Guest Post, Eric Maroney: Loneliness, as Discipline

Eric MaroneyWhen I started to become serious about writing as an experience that fully engaged every faculty, feeling, and inclination, I quickly realized that I must spend a great deal of my time alone.

Only in the stillness of loneliness can true writing take place.  On the surface of things, this appears counter-intuitive, as fiction writers write about people.  They chronicle loves, hates, struggles, victories, dreams.  Fiction’s subject matter is people as much as geology’s is stones.  Yet I have found that at the deepest level, writing must take place in solitude, with the mind keenly focused on only one, narrow task.
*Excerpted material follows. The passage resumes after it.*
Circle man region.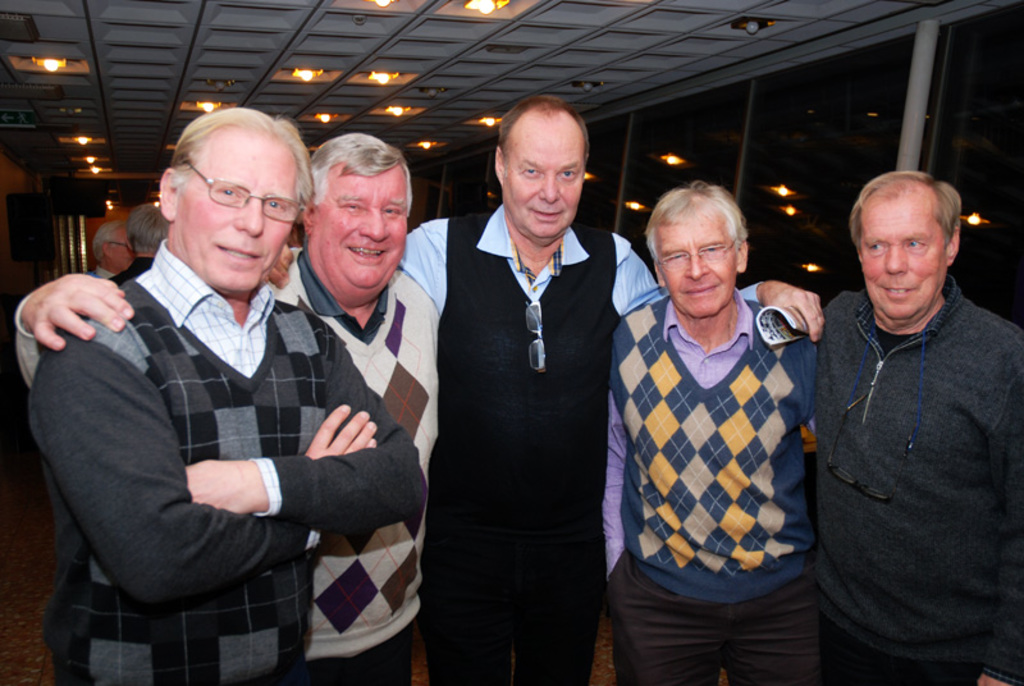
Region: rect(15, 133, 444, 685).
So how are these two impulses reconciled?  The fiction writer uses human reality as her template for art, yet she must frequently emerge, break free, and do what is demanded of her in the world.  Reality and its demands take the writer away from the solitude necessary to create art.  This is the high wire act of writing, and most writers fall off:  the world intrudes too heavily on their private space, and crushes writing and all its demands.

So writers must insist on time alone, for it is the backbone of successful writing. Only by securing solitude, guarding it, and cultivating it, does it become possible to navigate this often rewarding, sometimes disheartening enterprise.
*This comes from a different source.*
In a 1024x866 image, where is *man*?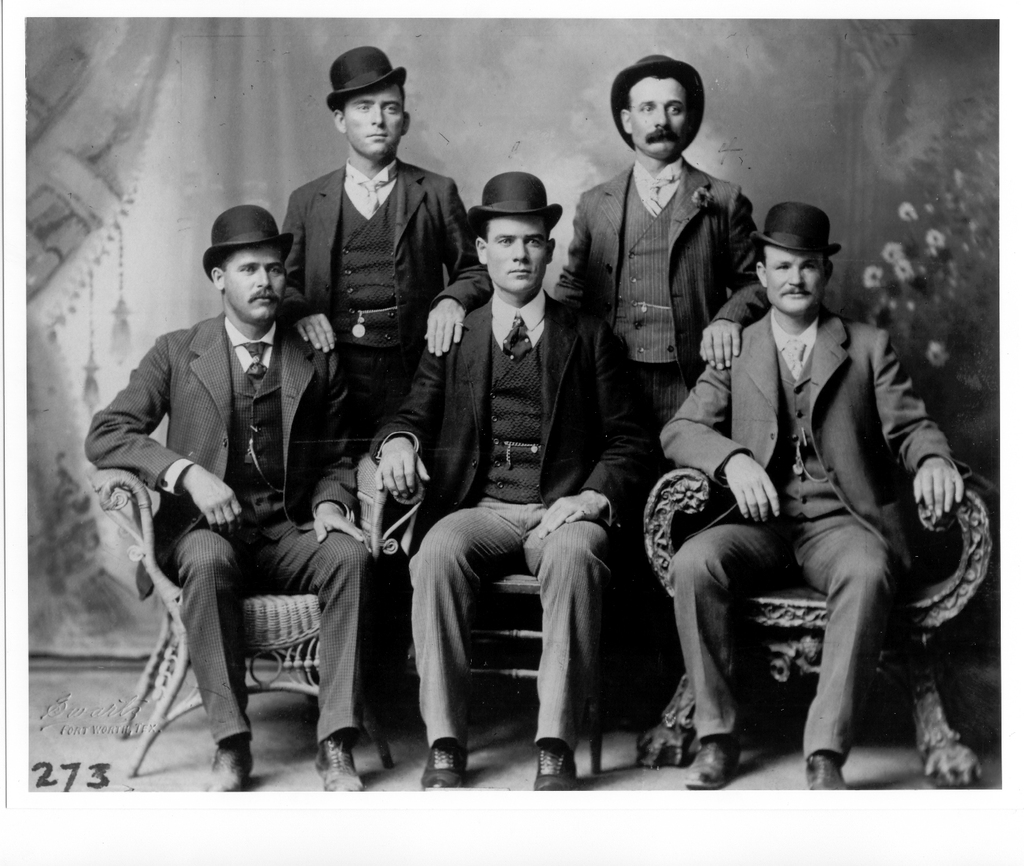
554,50,763,475.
The writer must sit alone and work with words, sentences, paragraphs, pages.  No one can help.   There must only be the writer and the world he is creating with his imagination.  Even if it seems sometimes unfaithful and as hard to manage as the very flow of human life itself, his imagination can only be harnessed in solitude.
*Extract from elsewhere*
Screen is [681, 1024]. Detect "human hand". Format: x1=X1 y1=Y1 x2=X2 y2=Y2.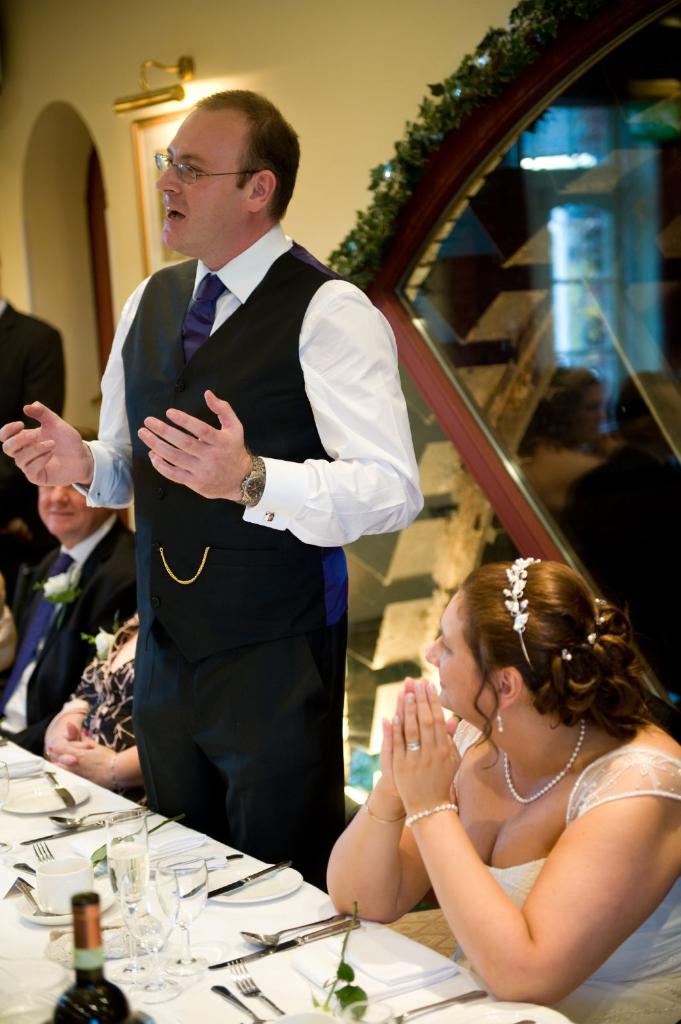
x1=0 y1=399 x2=91 y2=492.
It takes intense concentration to coordinate the different elements of the physical act of writing, the control and guidance of the imagination, and the discipline to continue to work beyond fatigue, struggle and boredom.  And through this, the writer must keep the world away.  This is the absolute key to make writing inviolable.  In order to have its own life, the work must be held up above the swarm of life.

But then comes an unnerving moment when the solitary stage of writing must conclude, and the writer must set about to conquer a different but just as difficult challenge: she must let the world in.  Eventually, that writing before her must be read by someone else.  Hopefully, this will be a sympathetic soul with precious distance from her work, providing the most helpful of advice: what works and what doesn’t — what rings true and what sounds hollow.  This seems simple, but is really a complex gift given to the writer. With good criticism, a writer can feel like a lens has been lifted that didn’t seem cloudy until it was removed, and now she has been given a wide open window to see through the eyes of another.

Then the writer is alone again, and struggling with the work once more.   Reading, cutting, writing, the work is still her work, but subtly less so.  The spell is already broken.  Once read by even one person, the intimacy of the writer and his work slackens.  The coolness of redaction demands distance.  The writer can now often edit the story at the cluttered kitchen table, with kids playing in the next room.

After repeated performances of this ritual, the writing is transformed into a more public object, and pulls away from its creator.  The work must stand on its own legs, and in order to do that, the writer must stop supporting it, having already begun to let it go step by step and stage by stage.

And if the writer is lucky, and the work is so self-sufficient that it leaves him or her (or you) one day for the solidity of a published form, the circle is complete: the writing is then part of the very world the writer fought against to bring it into existence.  At that point the loneliness the writer shared with the writing is truly gone, and the work, having been encouraged to leave its author’s protective wall of solitude, seems to walk away, as the writer seeks out loneliness again.